Battery not fully charging

pears_91

Pedelecer
Sep 24, 2023
38
1
Hi,

to give update to the thread.., it has taken a while to arrive and for me to get around to it.. but I received the charger and charged up individually each set of cells.

As saneagle suggested above, I did have to find a way to connect the charger and I chose to solder it to the lead strip on the battery pack. Around half of the cell groups needed charging until they reach fully charged, the other half were already full.

So in summary , all of the cells that I replaced were nominal voltage 3.6v (as supplied) and at the time I did this all the other cells in the pack were fully charged 4.1v

The charger has brought the all up to 4.1v by charging individually so now the pack is pretty well balanced.. according to my volt meter there's about 0.05v max different between the cell groups. So I will get much better range out of the battery now I hope :).
 

pears_91

Pedelecer
Sep 24, 2023
38
1
I am now wondering,,, I am not entirely sure that I didn't replace 1 cell,, that may have been grouped with an existing pre charged cell..

So I connect a cell at 4.1v and one at 3.6v in parallel.

I'm quite sure I didn't do this, because when I read them with volt meter all cell groups measure either 4.1 or 3.6 as a pair..

I think if I did replace just half of a pair it would measure 3.85v as a cell group..

But in the event that I did do that, am I right in thinking that the cells in parallel would not balance.. and upon charging, it would bring the group up to 4.1v.. one of the cells would be 3.85 the other would be 4.35v for example,, giving average 4.1v?

As I say I'm quite sure I didn't do that just because the voltage of the pairs would have been different had I done that, but I just had a moment of slight worry.
 

saneagle

Esteemed Pedelecer
Oct 10, 2010
6,442
3,011
Telford
I am now wondering,,, I am not entirely sure that I didn't replace 1 cell,, that may have been grouped with an existing pre charged cell..

So I connect a cell at 4.1v and one at 3.6v in parallel.

I'm quite sure I didn't do this, because when I read them with volt meter all cell groups measure either 4.1 or 3.6 as a pair..

I think if I did replace just half of a pair it would measure 3.85v as a cell group..

But in the event that I did do that, am I right in thinking that the cells in parallel would not balance.. and upon charging, it would bring the group up to 4.1v.. one of the cells would be 3.85 the other would be 4.35v for example,, giving average 4.1v?

As I say I'm quite sure I didn't do that just because the voltage of the pairs would have been different had I done that, but I just had a moment of slight worry.
If you put any cells in parallel, they immediately become the same voltage, so if you did put one at a lower voltage to the others into the group, they would equalise at a slightly lower voltage . The charging rate of the lower one should just about be in it's safe range since the difference was about 0.5v and its internal resistance to DC is about 0.1 Ohm, so current (I) =V/R = 5 amps; however, that would decrease fairly rapidly as the cell charges up because the voltage difference becomes less as it charges.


# Prompt
Where the records below show the word "unit" in a line, please copy that line.
○ ○ ○ ○ ○ ○ ○
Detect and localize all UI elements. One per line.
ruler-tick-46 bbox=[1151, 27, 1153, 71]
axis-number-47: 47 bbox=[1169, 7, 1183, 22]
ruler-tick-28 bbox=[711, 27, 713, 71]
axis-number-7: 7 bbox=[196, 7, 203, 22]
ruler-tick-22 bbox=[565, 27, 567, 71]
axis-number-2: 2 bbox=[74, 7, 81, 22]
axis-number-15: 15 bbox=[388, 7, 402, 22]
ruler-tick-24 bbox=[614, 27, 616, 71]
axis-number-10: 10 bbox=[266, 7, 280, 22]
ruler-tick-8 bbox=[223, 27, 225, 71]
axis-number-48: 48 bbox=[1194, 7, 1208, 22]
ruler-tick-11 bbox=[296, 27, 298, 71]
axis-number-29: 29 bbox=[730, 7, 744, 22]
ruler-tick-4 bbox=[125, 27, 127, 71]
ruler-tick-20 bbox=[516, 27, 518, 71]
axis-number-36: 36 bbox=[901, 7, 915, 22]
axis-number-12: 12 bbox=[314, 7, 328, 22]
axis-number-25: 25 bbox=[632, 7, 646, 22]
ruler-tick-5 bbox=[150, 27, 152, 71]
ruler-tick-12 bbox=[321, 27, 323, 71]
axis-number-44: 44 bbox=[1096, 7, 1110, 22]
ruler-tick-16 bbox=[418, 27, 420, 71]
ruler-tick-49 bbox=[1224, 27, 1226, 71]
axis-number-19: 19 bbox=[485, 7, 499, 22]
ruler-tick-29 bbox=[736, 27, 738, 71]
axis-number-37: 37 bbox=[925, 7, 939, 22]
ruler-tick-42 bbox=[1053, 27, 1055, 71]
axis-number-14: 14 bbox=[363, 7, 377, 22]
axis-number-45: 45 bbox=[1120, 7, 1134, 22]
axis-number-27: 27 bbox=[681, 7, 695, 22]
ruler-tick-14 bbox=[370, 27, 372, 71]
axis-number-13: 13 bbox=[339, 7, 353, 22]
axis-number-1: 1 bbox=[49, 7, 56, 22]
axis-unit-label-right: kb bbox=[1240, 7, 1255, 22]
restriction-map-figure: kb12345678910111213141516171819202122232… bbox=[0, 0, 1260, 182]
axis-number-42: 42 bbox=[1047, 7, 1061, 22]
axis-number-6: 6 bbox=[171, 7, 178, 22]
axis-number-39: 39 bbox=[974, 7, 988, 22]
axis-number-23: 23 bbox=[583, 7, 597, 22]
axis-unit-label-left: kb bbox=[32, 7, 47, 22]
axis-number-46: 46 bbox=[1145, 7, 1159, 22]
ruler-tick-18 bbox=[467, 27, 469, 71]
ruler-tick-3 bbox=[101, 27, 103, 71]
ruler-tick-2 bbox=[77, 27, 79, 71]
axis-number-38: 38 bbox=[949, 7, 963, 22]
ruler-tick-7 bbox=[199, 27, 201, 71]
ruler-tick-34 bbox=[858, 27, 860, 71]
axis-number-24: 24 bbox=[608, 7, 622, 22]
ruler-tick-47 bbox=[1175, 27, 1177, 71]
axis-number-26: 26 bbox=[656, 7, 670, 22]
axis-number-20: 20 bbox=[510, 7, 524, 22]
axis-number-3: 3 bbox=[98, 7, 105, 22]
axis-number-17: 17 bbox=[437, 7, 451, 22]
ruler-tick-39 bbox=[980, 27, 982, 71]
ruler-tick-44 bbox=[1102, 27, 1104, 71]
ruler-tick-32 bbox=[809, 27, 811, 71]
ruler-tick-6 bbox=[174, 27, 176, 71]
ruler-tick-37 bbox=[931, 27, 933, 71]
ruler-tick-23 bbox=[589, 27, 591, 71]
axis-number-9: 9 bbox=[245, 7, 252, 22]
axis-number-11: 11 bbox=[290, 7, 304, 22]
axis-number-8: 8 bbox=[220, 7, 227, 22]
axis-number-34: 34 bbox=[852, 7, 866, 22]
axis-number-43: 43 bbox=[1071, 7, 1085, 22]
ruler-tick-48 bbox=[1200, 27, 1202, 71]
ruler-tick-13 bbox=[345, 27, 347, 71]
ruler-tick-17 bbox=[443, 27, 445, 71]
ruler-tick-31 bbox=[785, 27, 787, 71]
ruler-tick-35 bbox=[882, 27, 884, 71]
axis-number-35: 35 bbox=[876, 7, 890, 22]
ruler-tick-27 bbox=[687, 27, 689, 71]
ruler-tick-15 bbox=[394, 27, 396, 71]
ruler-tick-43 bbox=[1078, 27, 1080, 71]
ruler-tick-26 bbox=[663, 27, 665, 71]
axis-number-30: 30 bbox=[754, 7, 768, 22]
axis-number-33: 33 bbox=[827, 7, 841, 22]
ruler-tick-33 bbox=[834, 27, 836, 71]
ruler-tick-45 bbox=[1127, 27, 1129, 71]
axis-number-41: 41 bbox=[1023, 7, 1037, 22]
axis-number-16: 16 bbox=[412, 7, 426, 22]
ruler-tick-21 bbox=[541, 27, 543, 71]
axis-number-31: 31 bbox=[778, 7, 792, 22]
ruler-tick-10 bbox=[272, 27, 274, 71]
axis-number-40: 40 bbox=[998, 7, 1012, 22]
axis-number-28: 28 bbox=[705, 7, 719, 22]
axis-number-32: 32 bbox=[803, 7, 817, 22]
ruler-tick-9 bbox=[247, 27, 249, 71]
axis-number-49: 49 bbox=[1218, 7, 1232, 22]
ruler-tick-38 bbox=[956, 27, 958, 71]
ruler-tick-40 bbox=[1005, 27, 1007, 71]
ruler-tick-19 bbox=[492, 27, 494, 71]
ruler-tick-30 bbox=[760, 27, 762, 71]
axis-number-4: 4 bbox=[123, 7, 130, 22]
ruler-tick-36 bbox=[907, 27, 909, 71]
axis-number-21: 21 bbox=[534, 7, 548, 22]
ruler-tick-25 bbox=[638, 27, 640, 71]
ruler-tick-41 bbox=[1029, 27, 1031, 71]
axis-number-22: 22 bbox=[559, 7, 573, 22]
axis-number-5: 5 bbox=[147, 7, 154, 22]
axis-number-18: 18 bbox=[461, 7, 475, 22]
○ ○ ○ ○ ○ ○ ○
# Response to the exercise
axis-unit-label-right: kb bbox=[1240, 7, 1255, 22]
axis-unit-label-left: kb bbox=[32, 7, 47, 22]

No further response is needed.